While the president is exempt from the Hatch Act, the people who work for him are bound by it, and taxpayers must be reimbursed for any funds spent on the partisan event. The Hatch Act prohibits most executive branch employees from engaging in political activity, including behind-the-scenes activity, while on duty and on government property.  The law also bars executive branch employees from using their official authority “for the purpose of interfering with or affecting the result of an election.”  Therefore, CREW is asking OSC to issue public guidance to the White House and other federal agencies to help prevent staffers from violating the law.

“Again and again, this administration has improperly used official positions and resources for political campaign purposes, even when ethics laws don’t allow it,” said CREW Executive Director Noah Bookbinder. “Now it seems like the president is setting up civil servants to violate the law on a grand scale.”

The acceptance of the presidential nomination and the major address that accompanies it have traditionally occurred at the nominating conventions, massive partisan political events in major cities broadcast in primetime. After announcing he would not accept the nomination at the Republican convention in Charlotte to avoid following pandemic precautions ordered by the governor of North Carolina, then walking back his plan to do it in Jacksonville, the president this week narrowed down the locations to the White House and the Gettysburg battlefield, both properties run by the federal government.

“Ethics laws exist to keep those in power from using the government to keep themselves in power. That’s a thing dictators do, not American presidents,” said Bookbinder. “By holding his acceptance speech at the White House or at Gettysburg, President Trump seems to want it to give it the air of an official government event–exactly what the laws exist to prevent.”

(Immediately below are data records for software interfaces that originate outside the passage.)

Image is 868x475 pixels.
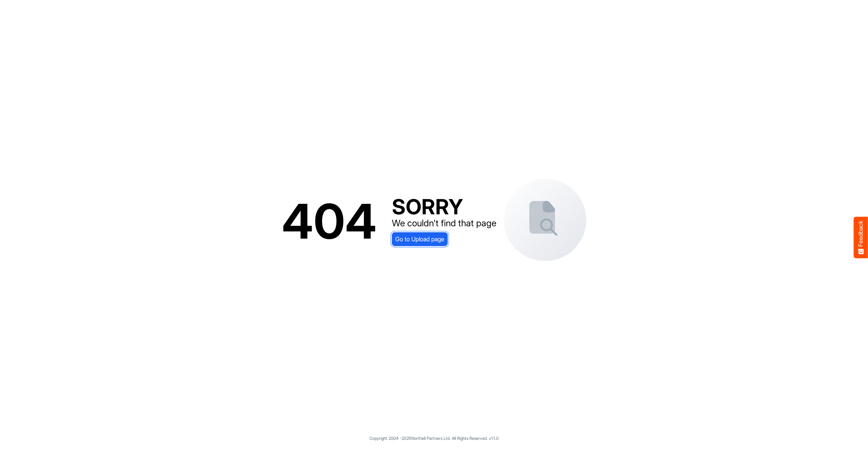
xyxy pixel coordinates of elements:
span: Go to Upload page [395,234,444,244]
button: Feedback [853,217,868,259]
p: Copyright 2004 - 2025 Northell Partners Ltd. All Rights Reserved. v 1.1.0 [8,435,860,442]
div: SORRY [392,196,496,218]
a: Go to Upload page [392,232,448,246]
div: We couldn't find that page [392,218,496,229]
div: 404 [282,200,377,243]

We have seen a record number of Hatch Act violations by the Trump administration. In the months leading up to the November election, the number of apparent Hatch Act violations committed by senior White House staff, including White House Chief of Staff Mark Meadows, White House Press Secretary Kayleigh McEnany, White House Senior Policy Advisor Stephen Miller and Counselor to the President Kellyanne Conway, among others, have increased dramatically. Guidance is needed to prevent this pattern from spreading even further.